Value Streams Inventory and Attributes - Build, own, and govern the Value Streams Inventory
Value Streams Inventory and Attributes
Chapter 7. Build, own, and govern the Value Streams Inventory
Section A — Sourcing and Harvesting
Before building the Value Streams Inventory from scratch, assess whether value stream definitions already exist in the enterprise. Common sources include business architecture deliverables and capability-mapping work, which frequently identify value streams alongside capabilities; operating model documentation; Lean or process-improvement initiatives, which often produce value stream maps; and frameworks specific to the enterprise’s industry. Harvesting from these sources reduces the initial definition effort. AI agents are also effective for bootstrapping a Value Streams Inventory: an agent can propose an initial set of value streams for a given industry, drawing on well-understood value stream patterns, which practitioners then validate and refine. AI-generated records must be treated as a starting point requiring human validation, and their origin documented in the Provenance and Audit attributes.
Section B — Ownership and Accountability
Every inventory must have a named owner accountable for the accuracy, completeness, and governance of the inventory as a whole. Inventory ownership is distinct from the ownership of individual value stream records. For the Value Streams Inventory, Enterprise Architecture is the natural organizational owner; in organizations without a formal Enterprise Architecture function, Business Architecture or a strategy function is an appropriate alternative. Because value streams cross organizational boundaries, it is especially important that each value stream record names a single accountable Value Stream Owner — without one, no individual is accountable for the performance of the flow as a whole.
Section C — Lifecycle and Review Cadence
The Value Streams Inventory is a living governance artifact and must be actively maintained. Every value stream record moves through defined lifecycle states: Proposed, Active, Under Review, Deprecated, and Retired. Reconciliation cadence should be established and enforced: quarterly at minimum for value streams of Critical strategic importance, and at least annually for all Active value streams. Reconciliation that happens informally and undocumented is reconciliation that did not happen for governance purposes.
Section D — Data Quality and Starting Approach
Do not attempt to populate all attributes for all value streams simultaneously. The most common failure mode for inventory initiatives is scope overreach. The recommended approach: first, identify all known value streams and create a stub record for each, populated with Semantic ID, Display Name, Description and Purpose, and the ordered Value Stream Stages. This produces a complete, if thin, inventory. Second, populate the remaining Crawl attributes across all records before adding any Walk attributes. Third, validate Crawl completeness before advancing. Fourth, populate Walk attributes systematically. Fifth, introduce Run attributes — most notably Flow Efficiency — only when the enterprise has the measurement discipline to support them. A value stream inventory with accurate stages and enabling capabilities for every flow is far more valuable than one with sophisticated flow metrics for only a few.
Section E — Access Control
The Value Streams Inventory contains governance-sensitive data. Access should be governed explicitly: read access broadly available to consuming stakeholders; write access restricted to the inventory steward, designated value stream owners, and authorized automated feeds; schema change access reserved for the inventory owner and governing body. At Crawl maturity, a shared spreadsheet with restricted edit access is an adequate access control model.
Section F — Change Management
The attribute schema of the Value Streams Inventory is itself a governed artifact. Schema changes follow a five-step process: Propose, Review, Approve, Implement, Communicate. The same discipline applies to the value stream portfolio itself: adding, renaming, restructuring, or retiring a value stream — and changing the ordered sequence of a value stream’s stages — is a governed action, recorded in the inventory document’s change log.
Section G — Archival and Retention
When a value stream is retired, its record is not deleted — deletion destroys audit history. Update the Lifecycle Status to Retired, retain the record for one full reconciliation cycle in the active inventory, then archive it. Archived records remain queryable but are excluded from active governance reporting. Retain indefinitely any record for a value stream involved in a significant decision; for all others, define a retention period consistent with applicable regulatory requirements and organizational policy.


§ **Task to carry out**:
Show every line from the entries that follow which holds the word "name".

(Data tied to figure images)
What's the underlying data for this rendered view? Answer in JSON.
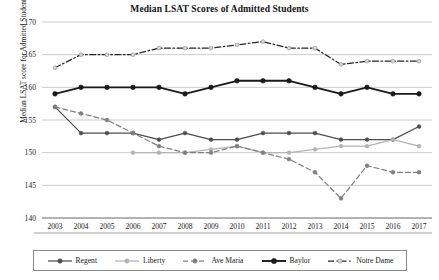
{
  "chart_data": {
    "type": "line",
    "title": "Median LSAT Scores of Admitted Students",
    "xlabel": "",
    "ylabel": "Median LSAT score for Admitted Students",
    "categories": [
      "2003",
      "2004",
      "2005",
      "2006",
      "2007",
      "2008",
      "2009",
      "2010",
      "2011",
      "2012",
      "2013",
      "2014",
      "2015",
      "2016",
      "2017"
    ],
    "ylim": [
      140,
      170
    ],
    "yticks": [
      140,
      145,
      150,
      155,
      160,
      165,
      170
    ],
    "grid": true,
    "legend_position": "bottom",
    "series": [
      {
        "name": "Regent",
        "color": "#4d4d4d",
        "style": "solid",
        "marker": "circle",
        "values": [
          157,
          153,
          153,
          153,
          152,
          153,
          152,
          152,
          153,
          153,
          153,
          152,
          152,
          152,
          154
        ]
      },
      {
        "name": "Liberty",
        "color": "#b3b3b3",
        "style": "solid",
        "marker": "circle",
        "values": [
          null,
          null,
          null,
          150,
          150,
          150,
          150.5,
          151,
          150,
          150,
          150.5,
          151,
          151,
          152,
          151
        ]
      },
      {
        "name": "Ave Maria",
        "color": "#808080",
        "style": "dashed",
        "marker": "circle",
        "values": [
          157,
          156,
          155,
          153,
          151,
          150,
          150,
          151,
          150,
          149,
          147,
          143,
          148,
          147,
          147
        ]
      },
      {
        "name": "Baylor",
        "color": "#1a1a1a",
        "style": "solid-thick",
        "marker": "circle-large",
        "values": [
          159,
          160,
          160,
          160,
          160,
          159,
          160,
          161,
          161,
          161,
          160,
          159,
          160,
          159,
          159
        ]
      },
      {
        "name": "Notre Dame",
        "color": "#262626",
        "style": "dashdot",
        "marker": "circle-light",
        "values": [
          163,
          165,
          165,
          165,
          166,
          166,
          166,
          166.5,
          167,
          166,
          166,
          163.5,
          164,
          164,
          164
        ]
      }
    ]
  },
  "legend": {
    "items": [
      {
        "label": "Regent"
      },
      {
        "label": "Liberty"
      },
      {
        "label": "Ave Maria"
      },
      {
        "label": "Baylor"
      },
      {
        "label": "Notre Dame"
      }
    ]
  }
}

§ **Response area**:
        "name": "Regent",
        "name": "Liberty",
        "name": "Ave Maria",
        "name": "Baylor",
        "name": "Notre Dame",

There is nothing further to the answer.